The Heart in Diabetes by J.C. Chatham
Diabetes is a major public health problem which is expected to affect 160 million people worldwide by the year 2000. Clearly an understanding of the effects of diabetes on the heart is an important step in the development of strategies to reduce the incidence of heart disease for diabetic patients, thus increasing their overall life-expectancy and quality of life.
In this book, the editors bring together the different lines of evidence supportive of the idea of a diabetic cardiomyopathy. The first chapter provides an overview of the impact of cardiac dysfunction on the mortality and morbidity of the diabetic population in general, as well as a presentation of clinical aspects of heart disease in diabetes. This is followed by chapters concerned with the pathological and functional changes that occur in the heart as a result of diabetes and a description of the various therapeutic interventions that are available to reverse the effects of diabetes on the heart. Subsequent chapters focus on changes in protein synthesis, membrane function and intermediary metabolism that take place following the onset of diabetes. Since these alterations precede many of the functional and pathological changes, it may be that the processes responsible for the functional decline and tissue injury are initiated by diabetes-induced changes at the cellular and/or biochemical level.
In this book, the editors bring together the different lines of evidence supportive of the idea of a diabetic cardiomyopathy. The first chapter provides an overview of the impact of cardiac dysfunction on the mortality and morbidity of the diabetic population in general, as well as a presentation of clinical aspects of heart disease in diabetes. This is followed by chapters concerned with the pathological and functional changes that occur in the heart as a result of diabetes and a description of the various therapeutic interventions that are available to reverse the effects of diabetes on the heart. Subsequent chapters focus on changes in protein synthesis, membrane function and intermediary metabolism that take place following the onset of diabetes. Since these alterations precede many of the functional and pathological changes, it may be that the processes responsible for the functional decline and tissue injury are initiated by diabetes-induced changes at the cellular and/or biochemical level.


**Required action:**
Nothing in the records that follow should differ once you have copied them out.

-.-.-

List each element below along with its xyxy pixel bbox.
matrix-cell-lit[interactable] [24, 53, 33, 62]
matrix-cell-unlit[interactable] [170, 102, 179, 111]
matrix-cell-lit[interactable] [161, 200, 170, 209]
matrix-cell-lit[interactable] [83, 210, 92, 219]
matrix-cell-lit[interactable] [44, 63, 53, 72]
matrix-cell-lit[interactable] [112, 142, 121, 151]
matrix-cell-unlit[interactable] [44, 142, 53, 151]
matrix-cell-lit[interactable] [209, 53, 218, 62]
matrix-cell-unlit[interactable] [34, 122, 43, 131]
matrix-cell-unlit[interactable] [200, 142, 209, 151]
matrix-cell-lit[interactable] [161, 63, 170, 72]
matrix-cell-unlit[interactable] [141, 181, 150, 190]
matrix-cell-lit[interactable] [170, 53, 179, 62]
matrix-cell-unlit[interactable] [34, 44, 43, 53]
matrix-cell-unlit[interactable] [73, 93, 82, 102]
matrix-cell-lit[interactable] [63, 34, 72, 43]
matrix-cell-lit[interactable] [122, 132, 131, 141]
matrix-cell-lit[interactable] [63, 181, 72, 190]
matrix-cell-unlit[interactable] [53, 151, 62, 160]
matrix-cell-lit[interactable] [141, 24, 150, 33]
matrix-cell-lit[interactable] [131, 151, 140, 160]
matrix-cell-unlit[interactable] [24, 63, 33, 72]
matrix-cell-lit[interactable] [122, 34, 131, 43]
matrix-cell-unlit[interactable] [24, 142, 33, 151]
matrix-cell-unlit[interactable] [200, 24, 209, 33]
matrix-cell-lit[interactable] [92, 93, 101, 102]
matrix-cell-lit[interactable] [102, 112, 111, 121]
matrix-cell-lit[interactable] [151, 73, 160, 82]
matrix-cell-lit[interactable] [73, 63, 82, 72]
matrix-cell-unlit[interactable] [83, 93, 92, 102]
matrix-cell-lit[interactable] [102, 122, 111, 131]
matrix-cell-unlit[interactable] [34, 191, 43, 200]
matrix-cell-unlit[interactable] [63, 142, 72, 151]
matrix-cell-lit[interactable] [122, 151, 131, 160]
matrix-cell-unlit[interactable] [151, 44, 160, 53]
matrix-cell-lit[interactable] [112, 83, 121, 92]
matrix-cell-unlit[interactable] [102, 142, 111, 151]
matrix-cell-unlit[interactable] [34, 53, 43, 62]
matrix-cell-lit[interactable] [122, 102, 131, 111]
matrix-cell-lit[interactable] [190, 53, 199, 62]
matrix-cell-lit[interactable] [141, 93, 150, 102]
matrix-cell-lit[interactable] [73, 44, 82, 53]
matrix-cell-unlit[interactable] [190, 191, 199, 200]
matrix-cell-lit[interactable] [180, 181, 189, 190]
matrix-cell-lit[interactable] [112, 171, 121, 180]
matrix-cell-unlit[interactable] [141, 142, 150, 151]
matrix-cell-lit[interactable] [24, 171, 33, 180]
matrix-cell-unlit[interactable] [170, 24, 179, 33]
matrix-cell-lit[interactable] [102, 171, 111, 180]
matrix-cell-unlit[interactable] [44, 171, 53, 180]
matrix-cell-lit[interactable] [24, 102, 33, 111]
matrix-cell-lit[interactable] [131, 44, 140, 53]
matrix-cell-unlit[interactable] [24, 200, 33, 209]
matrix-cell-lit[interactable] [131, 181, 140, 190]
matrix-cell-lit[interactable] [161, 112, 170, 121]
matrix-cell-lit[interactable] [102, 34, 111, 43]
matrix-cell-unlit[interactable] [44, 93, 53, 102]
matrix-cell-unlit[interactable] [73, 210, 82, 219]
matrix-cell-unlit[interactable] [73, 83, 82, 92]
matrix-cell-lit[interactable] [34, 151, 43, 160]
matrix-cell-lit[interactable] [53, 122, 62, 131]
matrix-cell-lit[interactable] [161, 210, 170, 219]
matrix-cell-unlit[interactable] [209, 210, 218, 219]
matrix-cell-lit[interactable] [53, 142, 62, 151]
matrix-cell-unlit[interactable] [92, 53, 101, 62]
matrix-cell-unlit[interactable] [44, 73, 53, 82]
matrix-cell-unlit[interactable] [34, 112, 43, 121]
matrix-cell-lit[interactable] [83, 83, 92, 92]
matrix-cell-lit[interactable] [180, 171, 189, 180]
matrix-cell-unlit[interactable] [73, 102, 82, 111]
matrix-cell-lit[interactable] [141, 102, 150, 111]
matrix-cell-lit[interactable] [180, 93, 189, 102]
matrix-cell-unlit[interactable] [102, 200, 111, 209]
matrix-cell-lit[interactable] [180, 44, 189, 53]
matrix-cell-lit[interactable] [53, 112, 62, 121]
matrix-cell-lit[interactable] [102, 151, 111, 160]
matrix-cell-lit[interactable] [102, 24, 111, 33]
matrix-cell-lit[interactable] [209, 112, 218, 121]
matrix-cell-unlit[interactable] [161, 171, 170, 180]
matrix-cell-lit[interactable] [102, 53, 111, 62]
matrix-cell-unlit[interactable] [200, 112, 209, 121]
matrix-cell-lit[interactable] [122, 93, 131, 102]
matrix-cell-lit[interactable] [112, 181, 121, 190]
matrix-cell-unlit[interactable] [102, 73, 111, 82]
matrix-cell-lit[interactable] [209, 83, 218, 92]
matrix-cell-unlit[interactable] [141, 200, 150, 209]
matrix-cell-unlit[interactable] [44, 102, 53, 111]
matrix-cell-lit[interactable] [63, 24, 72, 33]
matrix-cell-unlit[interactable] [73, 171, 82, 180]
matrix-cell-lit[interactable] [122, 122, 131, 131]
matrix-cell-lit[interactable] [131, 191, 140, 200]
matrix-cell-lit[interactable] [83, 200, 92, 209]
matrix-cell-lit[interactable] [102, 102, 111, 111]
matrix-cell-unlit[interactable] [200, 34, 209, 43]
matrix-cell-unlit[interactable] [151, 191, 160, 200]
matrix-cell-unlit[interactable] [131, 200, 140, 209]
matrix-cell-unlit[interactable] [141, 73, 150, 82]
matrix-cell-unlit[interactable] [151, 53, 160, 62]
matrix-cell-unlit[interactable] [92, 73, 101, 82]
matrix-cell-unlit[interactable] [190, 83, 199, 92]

-.-.-

**Output of the exercise:**
List each element below along with its xyxy pixel bbox.
matrix-cell-lit[interactable] [24, 53, 33, 62]
matrix-cell-unlit[interactable] [170, 102, 179, 111]
matrix-cell-lit[interactable] [161, 200, 170, 209]
matrix-cell-lit[interactable] [83, 210, 92, 219]
matrix-cell-lit[interactable] [44, 63, 53, 72]
matrix-cell-lit[interactable] [112, 142, 121, 151]
matrix-cell-unlit[interactable] [44, 142, 53, 151]
matrix-cell-lit[interactable] [209, 53, 218, 62]
matrix-cell-unlit[interactable] [34, 122, 43, 131]
matrix-cell-unlit[interactable] [200, 142, 209, 151]
matrix-cell-lit[interactable] [161, 63, 170, 72]
matrix-cell-unlit[interactable] [141, 181, 150, 190]
matrix-cell-lit[interactable] [170, 53, 179, 62]
matrix-cell-unlit[interactable] [34, 44, 43, 53]
matrix-cell-unlit[interactable] [73, 93, 82, 102]
matrix-cell-lit[interactable] [63, 34, 72, 43]
matrix-cell-lit[interactable] [122, 132, 131, 141]
matrix-cell-lit[interactable] [63, 181, 72, 190]
matrix-cell-unlit[interactable] [53, 151, 62, 160]
matrix-cell-lit[interactable] [141, 24, 150, 33]
matrix-cell-lit[interactable] [131, 151, 140, 160]
matrix-cell-unlit[interactable] [24, 63, 33, 72]
matrix-cell-lit[interactable] [122, 34, 131, 43]
matrix-cell-unlit[interactable] [24, 142, 33, 151]
matrix-cell-unlit[interactable] [200, 24, 209, 33]
matrix-cell-lit[interactable] [92, 93, 101, 102]
matrix-cell-lit[interactable] [102, 112, 111, 121]
matrix-cell-lit[interactable] [151, 73, 160, 82]
matrix-cell-lit[interactable] [73, 63, 82, 72]
matrix-cell-unlit[interactable] [83, 93, 92, 102]
matrix-cell-lit[interactable] [102, 122, 111, 131]
matrix-cell-unlit[interactable] [34, 191, 43, 200]
matrix-cell-unlit[interactable] [63, 142, 72, 151]
matrix-cell-lit[interactable] [122, 151, 131, 160]
matrix-cell-unlit[interactable] [151, 44, 160, 53]
matrix-cell-lit[interactable] [112, 83, 121, 92]
matrix-cell-unlit[interactable] [102, 142, 111, 151]
matrix-cell-unlit[interactable] [34, 53, 43, 62]
matrix-cell-lit[interactable] [122, 102, 131, 111]
matrix-cell-lit[interactable] [190, 53, 199, 62]
matrix-cell-lit[interactable] [141, 93, 150, 102]
matrix-cell-lit[interactable] [73, 44, 82, 53]
matrix-cell-unlit[interactable] [190, 191, 199, 200]
matrix-cell-lit[interactable] [180, 181, 189, 190]
matrix-cell-lit[interactable] [112, 171, 121, 180]
matrix-cell-unlit[interactable] [141, 142, 150, 151]
matrix-cell-lit[interactable] [24, 171, 33, 180]
matrix-cell-unlit[interactable] [170, 24, 179, 33]
matrix-cell-lit[interactable] [102, 171, 111, 180]
matrix-cell-unlit[interactable] [44, 171, 53, 180]
matrix-cell-lit[interactable] [24, 102, 33, 111]
matrix-cell-lit[interactable] [131, 44, 140, 53]
matrix-cell-unlit[interactable] [24, 200, 33, 209]
matrix-cell-lit[interactable] [131, 181, 140, 190]
matrix-cell-lit[interactable] [161, 112, 170, 121]
matrix-cell-lit[interactable] [102, 34, 111, 43]
matrix-cell-unlit[interactable] [44, 93, 53, 102]
matrix-cell-unlit[interactable] [73, 210, 82, 219]
matrix-cell-unlit[interactable] [73, 83, 82, 92]
matrix-cell-lit[interactable] [34, 151, 43, 160]
matrix-cell-lit[interactable] [53, 122, 62, 131]
matrix-cell-lit[interactable] [161, 210, 170, 219]
matrix-cell-unlit[interactable] [209, 210, 218, 219]
matrix-cell-lit[interactable] [53, 142, 62, 151]
matrix-cell-unlit[interactable] [92, 53, 101, 62]
matrix-cell-unlit[interactable] [44, 73, 53, 82]
matrix-cell-unlit[interactable] [34, 112, 43, 121]
matrix-cell-lit[interactable] [83, 83, 92, 92]
matrix-cell-lit[interactable] [180, 171, 189, 180]
matrix-cell-unlit[interactable] [73, 102, 82, 111]
matrix-cell-lit[interactable] [141, 102, 150, 111]
matrix-cell-lit[interactable] [180, 93, 189, 102]
matrix-cell-unlit[interactable] [102, 200, 111, 209]
matrix-cell-lit[interactable] [180, 44, 189, 53]
matrix-cell-lit[interactable] [53, 112, 62, 121]
matrix-cell-lit[interactable] [102, 151, 111, 160]
matrix-cell-lit[interactable] [102, 24, 111, 33]
matrix-cell-lit[interactable] [209, 112, 218, 121]
matrix-cell-unlit[interactable] [161, 171, 170, 180]
matrix-cell-lit[interactable] [102, 53, 111, 62]
matrix-cell-unlit[interactable] [200, 112, 209, 121]
matrix-cell-lit[interactable] [122, 93, 131, 102]
matrix-cell-lit[interactable] [112, 181, 121, 190]
matrix-cell-unlit[interactable] [102, 73, 111, 82]
matrix-cell-lit[interactable] [209, 83, 218, 92]
matrix-cell-unlit[interactable] [141, 200, 150, 209]
matrix-cell-unlit[interactable] [44, 102, 53, 111]
matrix-cell-lit[interactable] [63, 24, 72, 33]
matrix-cell-unlit[interactable] [73, 171, 82, 180]
matrix-cell-lit[interactable] [122, 122, 131, 131]
matrix-cell-lit[interactable] [131, 191, 140, 200]
matrix-cell-lit[interactable] [83, 200, 92, 209]
matrix-cell-lit[interactable] [102, 102, 111, 111]
matrix-cell-unlit[interactable] [200, 34, 209, 43]
matrix-cell-unlit[interactable] [151, 191, 160, 200]
matrix-cell-unlit[interactable] [131, 200, 140, 209]
matrix-cell-unlit[interactable] [141, 73, 150, 82]
matrix-cell-unlit[interactable] [151, 53, 160, 62]
matrix-cell-unlit[interactable] [92, 73, 101, 82]
matrix-cell-unlit[interactable] [190, 83, 199, 92]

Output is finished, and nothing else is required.